To be sure, most of that is just talk. But the burst “bubble economy” and the declining rates of return on traditional investments inevitably mean that a growing number of bright, energetic and ambitious Japanese now have more incentive than ever before to launch new ventures. Deregulation reduces market barriers. Companies desperate to reduce costs are more willing to test a new supplier. Retrenchment makes it harder for companies to promote the young managers it wants to keep. Older managers are being cherry-picked to join the Japanese affiliates of what were once American, Korean and Taiwanese start-ups. More and more Japanese seem prepared to explore their options if the price is right.

Indeed, both MITI and the Ministry of Finance are discussing how to create new stock exchanges to build a better venture capital infrastructure for new enterprise. Needless to say, these exchanges could bring about more foreign investment in Japanese innovation.

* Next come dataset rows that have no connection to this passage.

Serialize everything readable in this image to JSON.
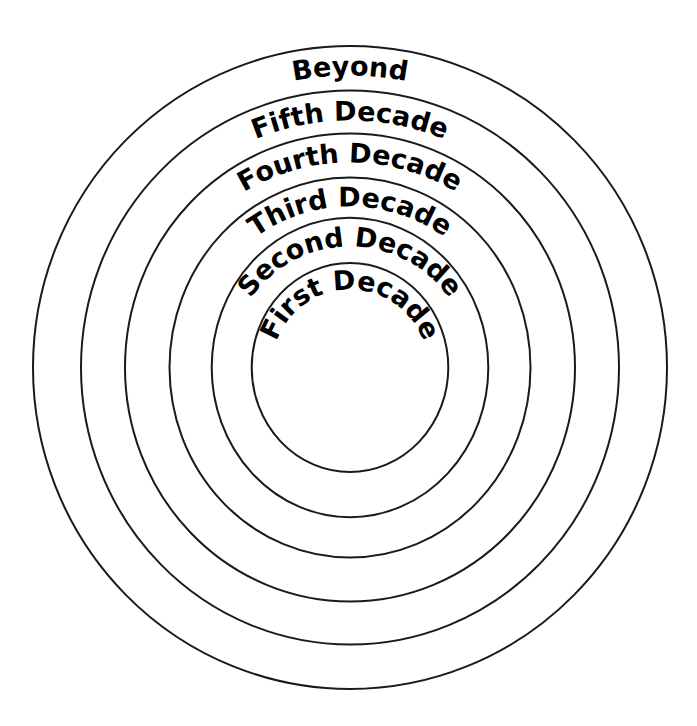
{
  "figure": {
    "title": "",
    "background_color": "#ffffff",
    "stroke_color": "#1a1a1a",
    "text_color": "#000000",
    "width": 697,
    "height": 726
  },
  "chart_data": {
    "type": "pie",
    "subtype": "concentric-rings",
    "title": "",
    "subtitle": "",
    "xlabel": "",
    "ylabel": "",
    "grid": false,
    "legend_position": "none",
    "center": {
      "x": 350,
      "y": 367.5
    },
    "categories": [
      "First Decade",
      "Second Decade",
      "Third Decade",
      "Fourth Decade",
      "Fifth Decade",
      "Beyond"
    ],
    "values": [
      1,
      2,
      3,
      4,
      5,
      6
    ],
    "rings": [
      {
        "index": 1,
        "label": "Beyond",
        "rx": 317,
        "ry": 321.5,
        "label_font_size": 27,
        "label_arc_radius": 292,
        "label_sweep_deg": 23,
        "stroke_width": 2
      },
      {
        "index": 2,
        "label": "Fifth Decade",
        "rx": 269,
        "ry": 277,
        "label_font_size": 27,
        "label_arc_radius": 247,
        "label_sweep_deg": 53,
        "stroke_width": 2
      },
      {
        "index": 3,
        "label": "Fourth Decade",
        "rx": 225,
        "ry": 234,
        "label_font_size": 27,
        "label_arc_radius": 205,
        "label_sweep_deg": 70,
        "stroke_width": 2
      },
      {
        "index": 4,
        "label": "Third Decade",
        "rx": 180.5,
        "ry": 190,
        "label_font_size": 27,
        "label_arc_radius": 161,
        "label_sweep_deg": 82,
        "stroke_width": 2
      },
      {
        "index": 5,
        "label": "Second Decade",
        "rx": 138.3,
        "ry": 149.7,
        "label_font_size": 27,
        "label_arc_radius": 121,
        "label_sweep_deg": 113,
        "stroke_width": 2
      },
      {
        "index": 6,
        "label": "First Decade",
        "rx": 98.3,
        "ry": 104.5,
        "label_font_size": 27,
        "label_arc_radius": 78,
        "label_sweep_deg": 133,
        "stroke_width": 2
      }
    ]
  }
}
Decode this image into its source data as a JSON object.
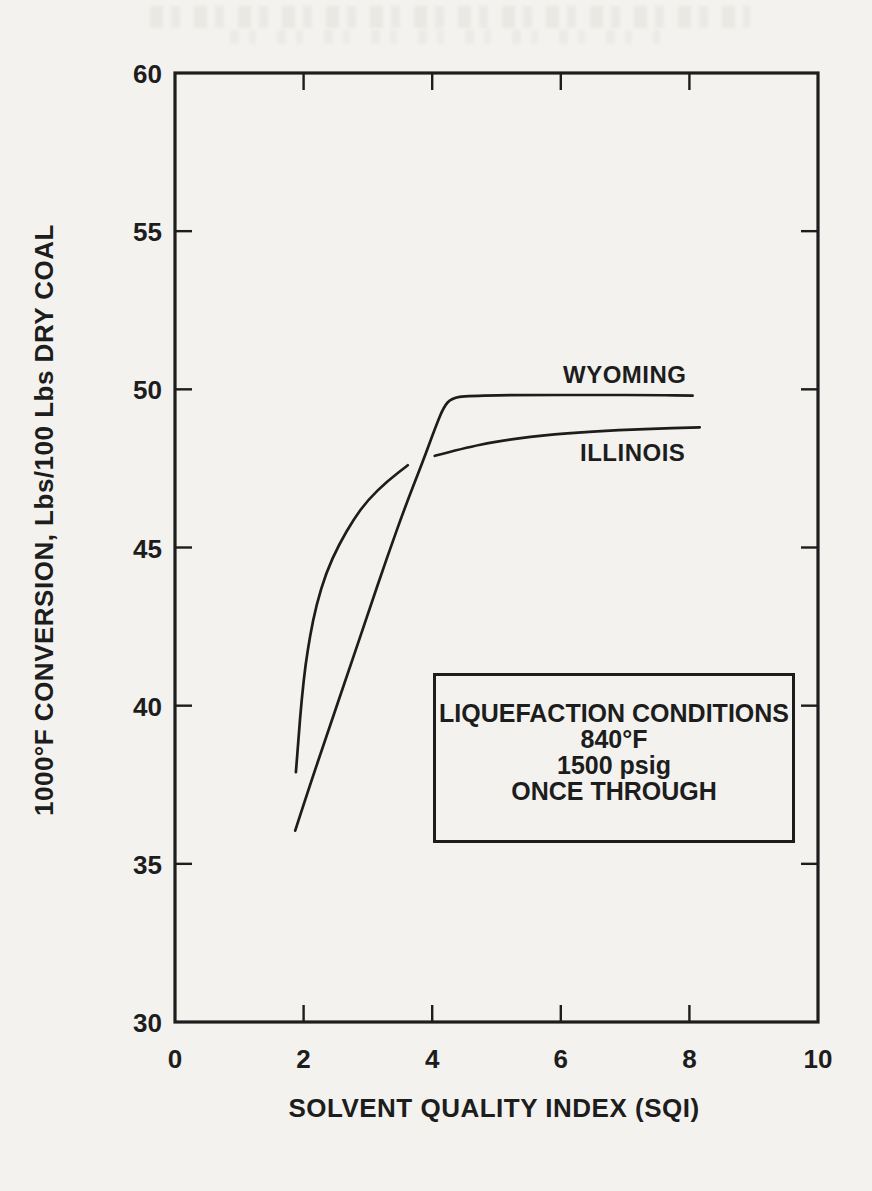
{
  "colors": {
    "ink": "#1d1d1d",
    "paper": "#f3f2ee"
  },
  "chart_data": {
    "type": "line",
    "title": "",
    "xlabel": "SOLVENT QUALITY INDEX (SQI)",
    "ylabel": "1000°F CONVERSION, Lbs/100 Lbs DRY COAL",
    "xlim": [
      0,
      10
    ],
    "ylim": [
      30,
      60
    ],
    "grid": false,
    "frame": "full-box",
    "x_tick_labels": [
      0,
      2,
      4,
      6,
      8,
      10
    ],
    "y_tick_labels": [
      30,
      35,
      40,
      45,
      50,
      55,
      60
    ],
    "x_tick_marks": [
      2,
      4,
      6,
      8
    ],
    "y_tick_marks": [
      35,
      40,
      45,
      50,
      55
    ],
    "ticks_on_all_sides": true,
    "legend_position": "labels-near-curves",
    "series": [
      {
        "name": "WYOMING",
        "segments": [
          [
            [
              1.87,
              36.05
            ],
            [
              2.1,
              37.5
            ],
            [
              2.4,
              39.3
            ],
            [
              2.7,
              41.1
            ],
            [
              3.0,
              42.9
            ],
            [
              3.3,
              44.7
            ],
            [
              3.6,
              46.4
            ],
            [
              3.85,
              47.7
            ],
            [
              4.05,
              48.8
            ],
            [
              4.18,
              49.45
            ],
            [
              4.3,
              49.72
            ],
            [
              4.55,
              49.8
            ],
            [
              5.5,
              49.82
            ],
            [
              6.5,
              49.82
            ],
            [
              7.5,
              49.82
            ],
            [
              8.05,
              49.8
            ]
          ]
        ]
      },
      {
        "name": "ILLINOIS",
        "segments": [
          [
            [
              1.88,
              37.9
            ],
            [
              1.92,
              39.0
            ],
            [
              1.97,
              40.2
            ],
            [
              2.03,
              41.3
            ],
            [
              2.1,
              42.2
            ],
            [
              2.2,
              43.2
            ],
            [
              2.35,
              44.2
            ],
            [
              2.55,
              45.1
            ],
            [
              2.78,
              45.9
            ],
            [
              3.0,
              46.5
            ],
            [
              3.3,
              47.1
            ],
            [
              3.62,
              47.6
            ]
          ],
          [
            [
              4.04,
              47.9
            ],
            [
              4.5,
              48.15
            ],
            [
              5.0,
              48.35
            ],
            [
              5.7,
              48.55
            ],
            [
              6.5,
              48.67
            ],
            [
              7.3,
              48.75
            ],
            [
              8.16,
              48.8
            ]
          ]
        ]
      }
    ],
    "annotation": {
      "lines": [
        "LIQUEFACTION CONDITIONS",
        "840°F",
        "1500 psig",
        "ONCE THROUGH"
      ]
    }
  }
}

To be sure, there is no certainty that a rising population of entrepreneurs will effectively transform Japan: There are always more failures than successes. What’s more, Japanese entrepreneurship--just like Japanese capitalism--is likely to have its own unique features. For example, it’s quite possible that spin-offs from large companies striving to manage costs while pursuing new market opportunities might be a more likely scenario for the future of Japanese venture capital than slavish imitation of the Silicon Valley start-up.

Small companies have always played an important role in Japan’s economy, but there has never been a more propitious time for new enterprises to proliferate. Japan’s ability to grow vibrant new businesses--not merely its ability to more cleverly restructure its older, larger ones--may be the true measure of how well the country’s economy can navigate the decade.